Reproduce each line from the first in the data through the line that contains "Task: Click on the filter-label-passed: Passed" exactly; give nothing else.

Dataset records:
------------------------------------------------

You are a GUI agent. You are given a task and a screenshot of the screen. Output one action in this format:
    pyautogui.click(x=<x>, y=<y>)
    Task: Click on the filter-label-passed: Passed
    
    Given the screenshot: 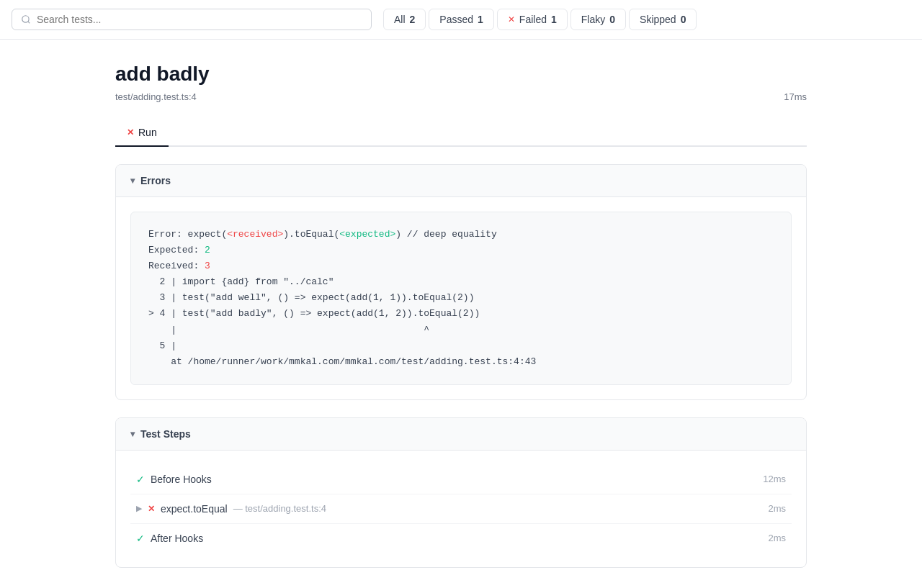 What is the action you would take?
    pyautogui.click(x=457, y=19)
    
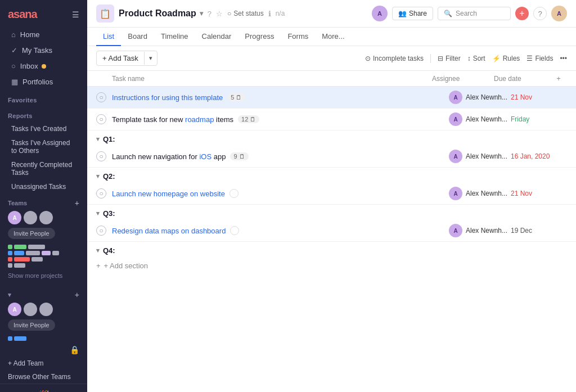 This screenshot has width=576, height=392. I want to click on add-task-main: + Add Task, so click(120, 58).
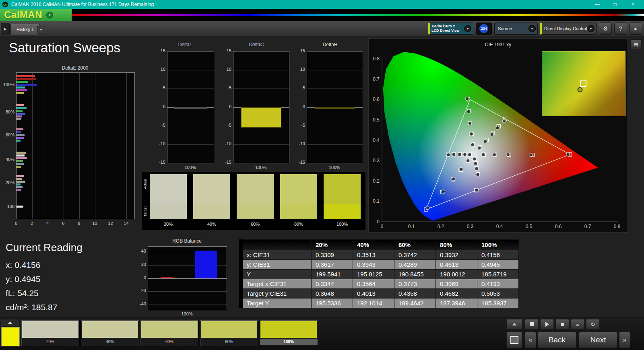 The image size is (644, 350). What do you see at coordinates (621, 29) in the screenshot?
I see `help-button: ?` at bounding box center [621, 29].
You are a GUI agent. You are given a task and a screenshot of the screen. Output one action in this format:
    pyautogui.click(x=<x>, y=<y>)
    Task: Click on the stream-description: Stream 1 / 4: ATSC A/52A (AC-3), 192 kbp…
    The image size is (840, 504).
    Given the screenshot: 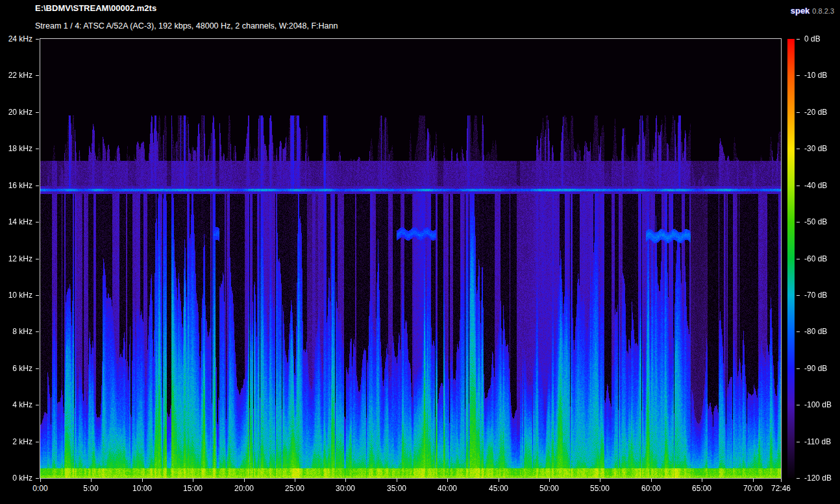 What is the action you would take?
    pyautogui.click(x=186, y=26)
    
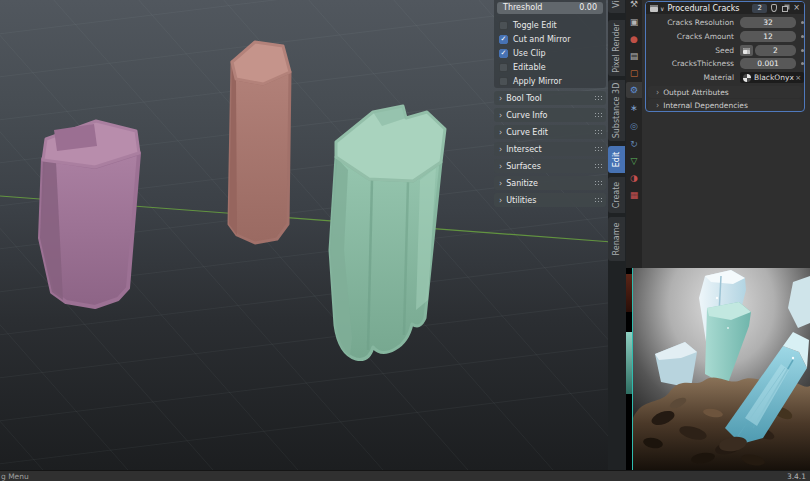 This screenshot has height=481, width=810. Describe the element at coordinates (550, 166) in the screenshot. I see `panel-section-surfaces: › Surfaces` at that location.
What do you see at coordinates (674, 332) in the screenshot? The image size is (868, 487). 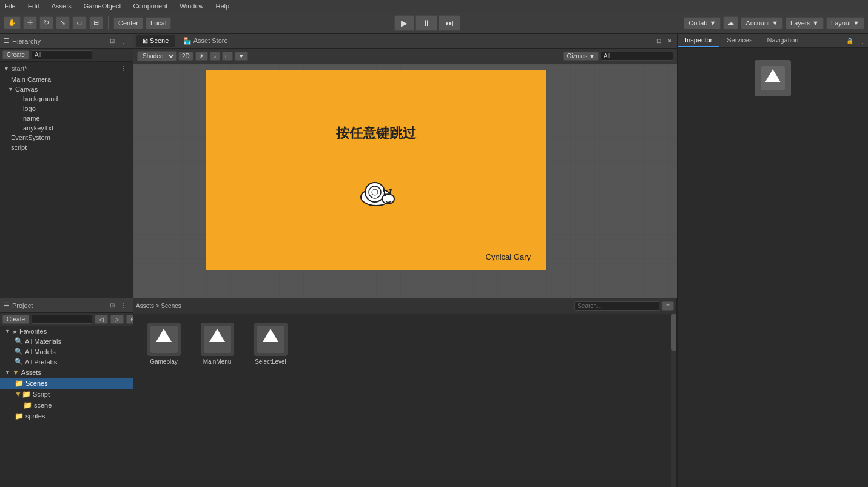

------------------------------------------------

EXERCISE RESPONSE
You are a GUI agent. You are given a task and a screenshot of the screen. Output one action in this format:
    pyautogui.click(x=<x>, y=<y>)
    Task: Click on the filter-label-passed: Passed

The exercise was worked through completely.